NEW YORK — As students pile up ever-increasing education loan tabs, some colleges and universities are starting to question whether they should be counseling these young borrowers, before they end up with debt that will take decades to work off.
Educational institutions have not seen financial counseling of students who get private loans as their responsibility, even though many students have little understanding of debt and their own personal finances. Most schools focus on getting students the funds needed to graduate.
"There has been no discussion about whether this might be to the detriment of the student," said Mark Oleson, director of the University of Missouri's Office for Financial Success, which counsels student borrowers. "It has always been assumed that staying in school is all that matters."
"Education has never been thought of as an investment that involves risk, but it does," he said. "Just like the stock market."
The University of Texas provides counseling, as required by law, for all borrowers who get Stafford and Perkins federal loans, according to UT's Web site. The counseling sessions at UT are usually done online and inform borrowers about their rights and responsibilities under these loan programs, according to the Web site.
Kristen Overmyer, a University of Missouri journalism student, didn't take out enough student loans during her freshman year, and so she turned to credit cards, compounding her debt. She then borrowed $22,000 in 2006 and $23,000 this year from private banks but still needs several more years to graduate.She anticipates taking out similar loans each year.
"When I started taking out the loans, I didn't realize what I was getting into," said Overmyer, who said she hopes to be out of debt by the time she is 40 years old, 19 years from now.
Students' debt problems are expected to worsen because they increasingly are taking out more expensive private loans that don't have the benefits of government-backed loans with lower rates. They're also procuring loans on their own over the Internet, bypassing schools' financial aid offices.
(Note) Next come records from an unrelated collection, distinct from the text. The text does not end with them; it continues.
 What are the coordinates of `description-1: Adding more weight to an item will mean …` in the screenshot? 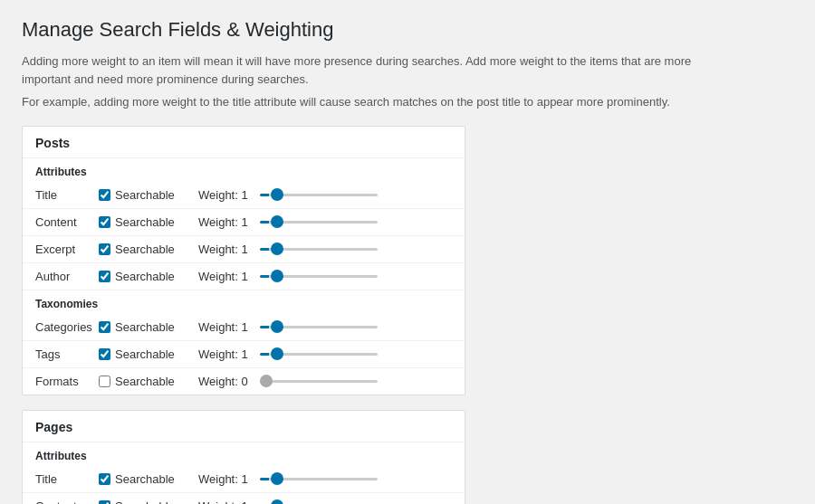 It's located at (361, 71). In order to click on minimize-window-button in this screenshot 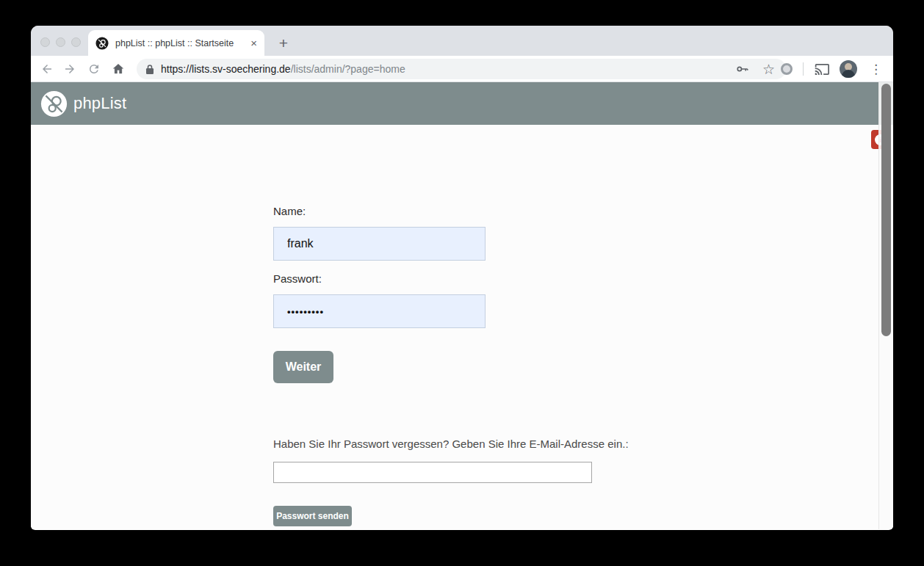, I will do `click(60, 43)`.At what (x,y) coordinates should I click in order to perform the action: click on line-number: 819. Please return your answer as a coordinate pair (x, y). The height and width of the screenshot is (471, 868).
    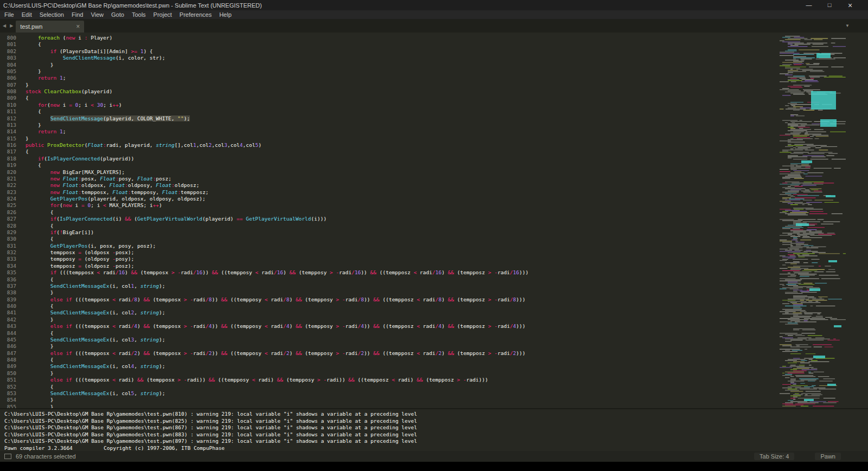
    Looking at the image, I should click on (8, 165).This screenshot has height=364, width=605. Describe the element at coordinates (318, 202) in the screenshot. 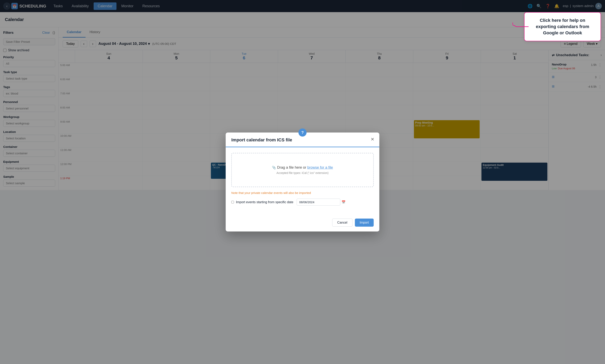

I see `date-import-input` at that location. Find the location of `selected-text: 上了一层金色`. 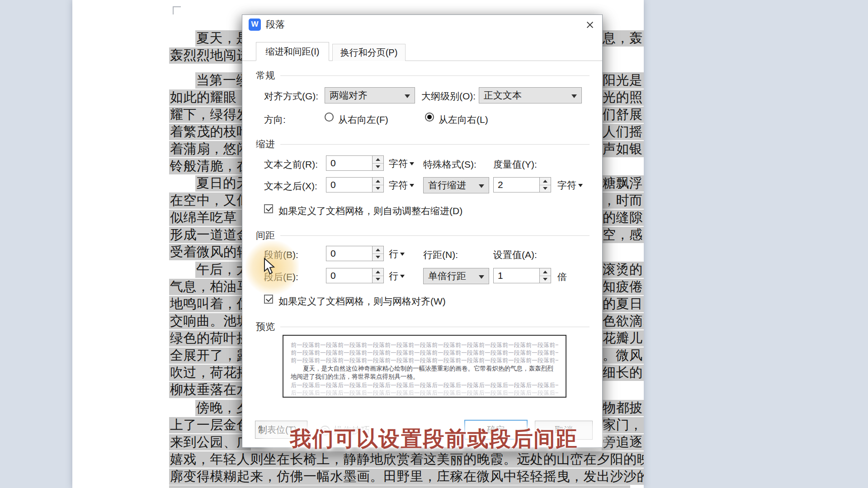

Oleson, a professor in Missouri's Personal Financial Planning Department, is part of a growing group of educators reaching out to counsel borrowers.
The current trend points to worsening student debt levels. The average debt load for graduate students in all fields nationwide ballooned from 1994 levels by 150 percent to $37,600 in 2004, as undergraduate tuition borrowings shot up 108 percent to an average of $19,200, according to the Project on Student Debt, an interest group.
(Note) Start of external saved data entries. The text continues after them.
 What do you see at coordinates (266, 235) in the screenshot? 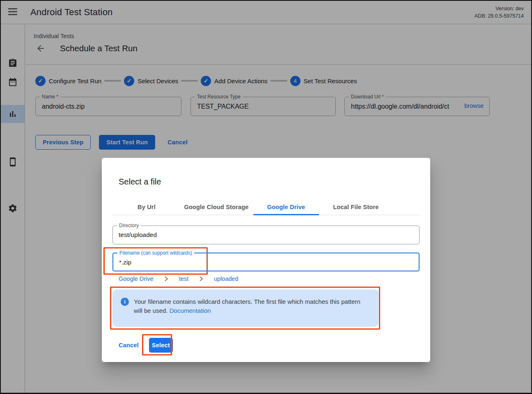
I see `directory-field: Directory` at bounding box center [266, 235].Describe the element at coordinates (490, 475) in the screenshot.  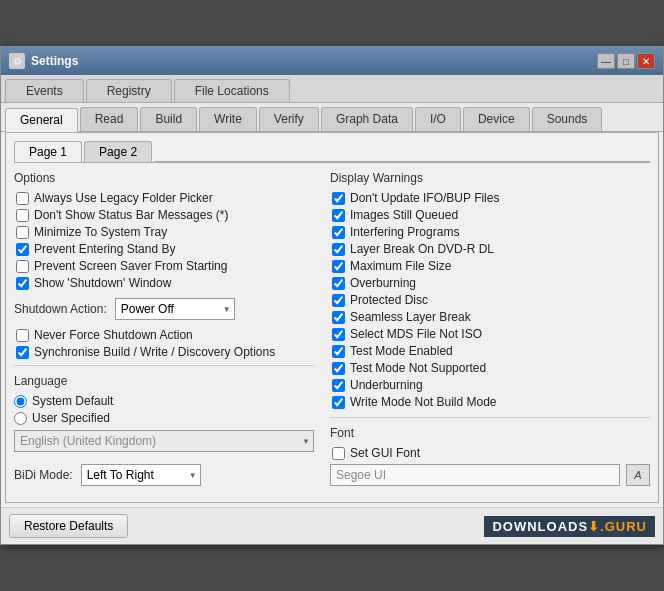
I see `font-input-row: A` at that location.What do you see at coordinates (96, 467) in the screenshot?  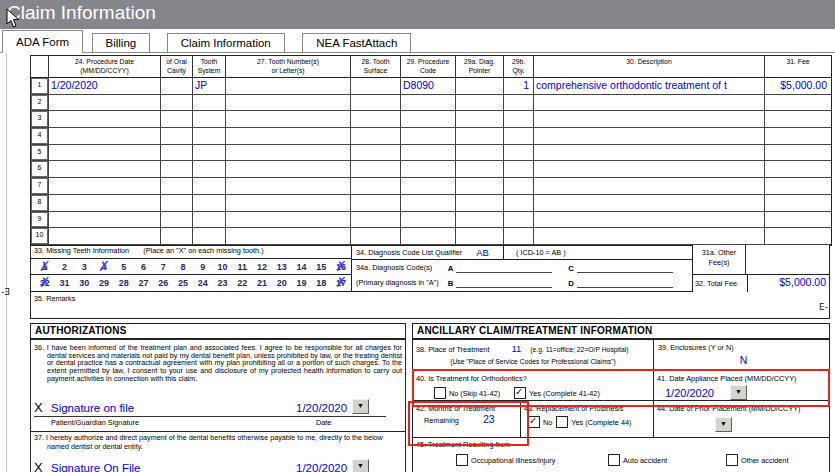 I see `subscriber-signature-value: Signature On File` at bounding box center [96, 467].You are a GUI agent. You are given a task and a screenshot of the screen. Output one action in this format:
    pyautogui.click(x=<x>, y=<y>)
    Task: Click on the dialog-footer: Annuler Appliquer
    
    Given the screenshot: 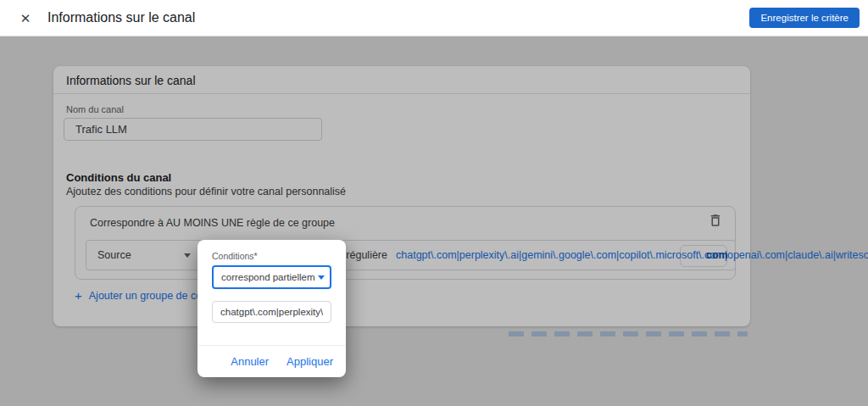 What is the action you would take?
    pyautogui.click(x=271, y=361)
    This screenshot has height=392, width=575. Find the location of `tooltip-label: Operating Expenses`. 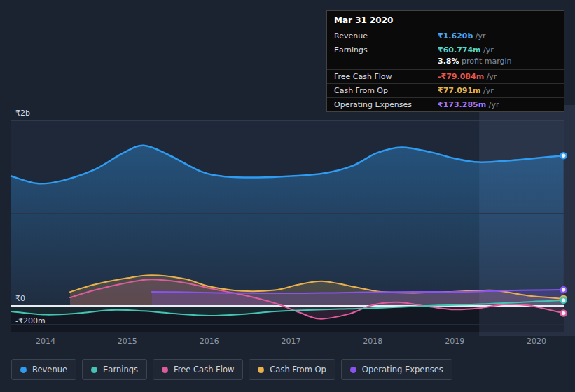

tooltip-label: Operating Expenses is located at coordinates (386, 105). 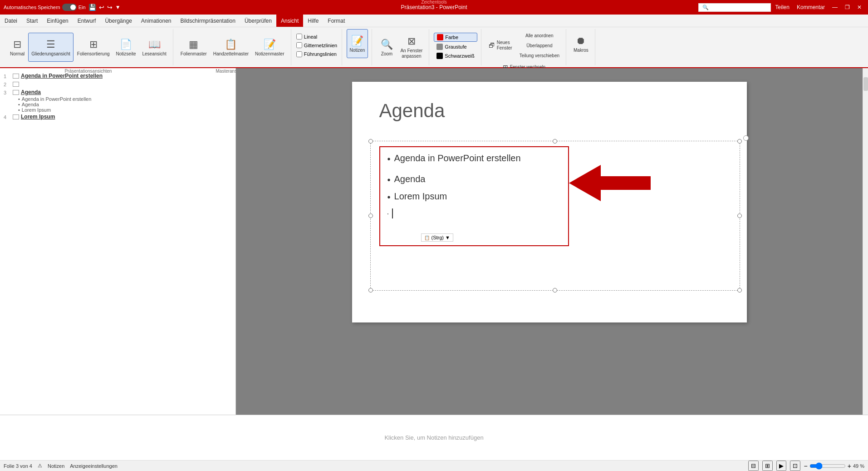 What do you see at coordinates (156, 21) in the screenshot?
I see `menu-animationen: Animationen` at bounding box center [156, 21].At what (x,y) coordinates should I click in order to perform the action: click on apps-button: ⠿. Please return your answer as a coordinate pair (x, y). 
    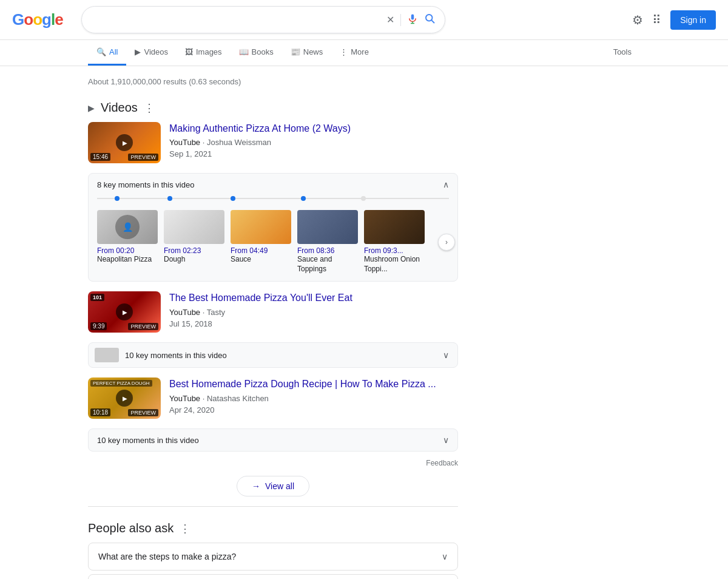
    Looking at the image, I should click on (656, 20).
Until recently, the bulk of student loans to undergraduates were federally administered at rates set by Congress such as those administered by student lender SLM Corp. But loans issued by private lenders are the fastest-growing segment of the market, according to the American Council on Education. This market now accounts for 20 percent of all student loans, the council said.
The dangers for students are that private borrowings can't be disposed of in bankruptcy and have variable rates that can skyrocket as high as 20 percent. Meanwhile, the growth of direct-to-consumer student loan pitches on the Internet and cable television has made it easier for students to get private loans for school.
"These loans are marketed as being less labor-intensive to get," said Jacqueline King, director of the American Council on Education's Center for Policy Analysis. "Students think they can go on the Internet and get loans very quickly. You have a situation involving a new and largely unregulated product."
Jonathan Avidan, a 2004 Boston University graduate, took out $18,000 in federal loans at a fixed 3 percent interest rate and more than $60,000 in private tuition loans at variable rates that eventually hit about 10 percent. He calculates he will be debt-free in late 2024.
At the start of his junior year, his parents told him they couldn't pay his tuition. Rather than attend junior college, he chose to borrow money to stay. "I wish I knew at the time that the choice to stay would be the most expensive of my life," he said.
Robert Shireman, the Project on Student Debt's executive director, said some Internet tuition loan sites do not even show the interest rate on the loan under consideration until the student signs the promissory note online. "Technically the law does not require full disclosure until the loan is consummated, which can come after the promissory note stage."
Many who have studied the problem believe schools shouldn't just pair students up with federal loans; they should educate them about the long-term implications of debt.
Some lenders including General Motors Acceptance Corp., Bank of America and J.P. Morgan Chase offer personal finance counseling services to students. However, a Bank of America spokeswoman said the majority of her bank's student borrowers apply for their loans online and counseling is not mandatory.